A bit of technical explanation for the "why lists" part.
Internally, the problem for a list of unknown length is that it needs to fit in memory somehow regardless of its length. There are essentially two different possibilities:
Use a data structure (linked list, some tree structure, etc.) which makes it possible to allocate memory separately for each new element in a list.
Store the data in a contiguous memory area. This area has to be allocated when the list is created, and it has to be larger than what we initially need. If we get more stuff into the list, we need to try to allocate more memory, preferably at the same location. If we cannot do it at the same location, we need to allocate a bigger block and move all data.
The first approach enables all sorts of fancy insertion and deletion options, sorting, etc. However, it is slower in sequential reading and allocates more memory. Python actually uses the method #2, the lists are stored as "dynamic arrays". For more information on this, please see:
Size of list in memory
What this means is that lists are designed to be very efficient with the use of append
. There is very little you can do to speed things up if you do not know the size of the list beforehand.
If you know even the maximum size of the list beforehand, you are probably best off allocating a numpy.array
using numpy.empty
(not numpy.zeros
) with the maximum size and then use ndarray.resize
to shrink the array once you have filled in all data.
For some reason numpy.array(l)
where l
is a list is often slow with large lists, whereas copying even large arrays is quite fast (I just tried to create a copy of a 100 000 000 element array; it took less than 0.5 seconds).
This discussion has more benchmarking on different options:
Fastest way to grow a numpy numeric array
I have not benchmarked the numpy.empty
+ ndarray.resize
combo, but both should be rather microsecond than millisecond operations.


### What is needed
Search the records for the string "chart", then copy each line that has it.

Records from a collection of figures
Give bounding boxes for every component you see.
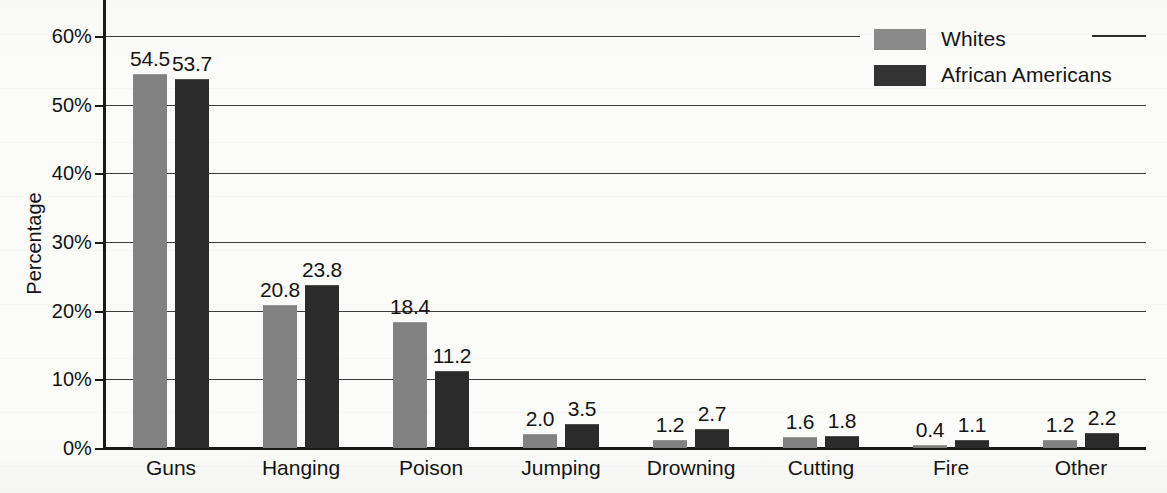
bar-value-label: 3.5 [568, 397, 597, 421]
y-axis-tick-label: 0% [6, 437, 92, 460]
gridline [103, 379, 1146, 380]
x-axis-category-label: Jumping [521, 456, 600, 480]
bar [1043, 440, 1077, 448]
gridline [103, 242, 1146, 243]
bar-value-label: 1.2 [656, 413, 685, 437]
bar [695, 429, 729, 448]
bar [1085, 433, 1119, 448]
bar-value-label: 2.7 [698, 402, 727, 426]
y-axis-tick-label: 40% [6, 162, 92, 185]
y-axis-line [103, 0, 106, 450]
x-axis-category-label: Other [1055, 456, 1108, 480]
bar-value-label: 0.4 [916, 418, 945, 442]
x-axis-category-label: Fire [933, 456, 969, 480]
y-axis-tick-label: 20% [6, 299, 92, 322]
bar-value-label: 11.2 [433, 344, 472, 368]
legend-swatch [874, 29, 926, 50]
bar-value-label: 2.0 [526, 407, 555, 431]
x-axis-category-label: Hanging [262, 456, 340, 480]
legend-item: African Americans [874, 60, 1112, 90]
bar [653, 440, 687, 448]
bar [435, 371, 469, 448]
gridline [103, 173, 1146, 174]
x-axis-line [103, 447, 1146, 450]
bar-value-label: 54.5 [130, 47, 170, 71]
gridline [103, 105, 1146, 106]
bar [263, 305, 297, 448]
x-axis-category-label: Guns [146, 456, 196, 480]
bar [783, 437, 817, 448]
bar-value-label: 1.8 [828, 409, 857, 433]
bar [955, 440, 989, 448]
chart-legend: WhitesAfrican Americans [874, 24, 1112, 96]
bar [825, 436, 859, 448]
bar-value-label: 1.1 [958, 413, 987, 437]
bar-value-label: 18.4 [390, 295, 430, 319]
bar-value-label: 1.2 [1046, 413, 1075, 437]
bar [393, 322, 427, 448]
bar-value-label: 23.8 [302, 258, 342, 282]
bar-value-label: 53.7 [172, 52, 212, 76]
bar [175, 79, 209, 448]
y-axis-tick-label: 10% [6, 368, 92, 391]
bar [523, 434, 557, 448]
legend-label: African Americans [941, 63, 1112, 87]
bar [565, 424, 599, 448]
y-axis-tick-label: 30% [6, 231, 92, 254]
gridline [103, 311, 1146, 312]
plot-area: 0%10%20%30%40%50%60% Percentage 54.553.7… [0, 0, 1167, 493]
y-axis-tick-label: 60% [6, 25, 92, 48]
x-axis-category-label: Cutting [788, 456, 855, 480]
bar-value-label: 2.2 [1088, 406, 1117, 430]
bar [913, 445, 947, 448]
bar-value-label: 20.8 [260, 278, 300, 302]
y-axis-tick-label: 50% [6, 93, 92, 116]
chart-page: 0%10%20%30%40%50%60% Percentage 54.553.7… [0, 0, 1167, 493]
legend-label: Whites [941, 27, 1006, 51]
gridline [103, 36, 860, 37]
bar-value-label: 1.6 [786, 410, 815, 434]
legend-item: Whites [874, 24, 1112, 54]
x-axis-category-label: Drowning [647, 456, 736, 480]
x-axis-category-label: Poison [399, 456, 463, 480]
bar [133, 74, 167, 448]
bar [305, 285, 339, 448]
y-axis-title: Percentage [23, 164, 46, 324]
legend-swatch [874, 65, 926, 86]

### Solution for this exercise
chart-legend: WhitesAfrican Americans [874, 24, 1112, 96]
chart-page: 0%10%20%30%40%50%60% Percentage 54.553.7… [0, 0, 1167, 493]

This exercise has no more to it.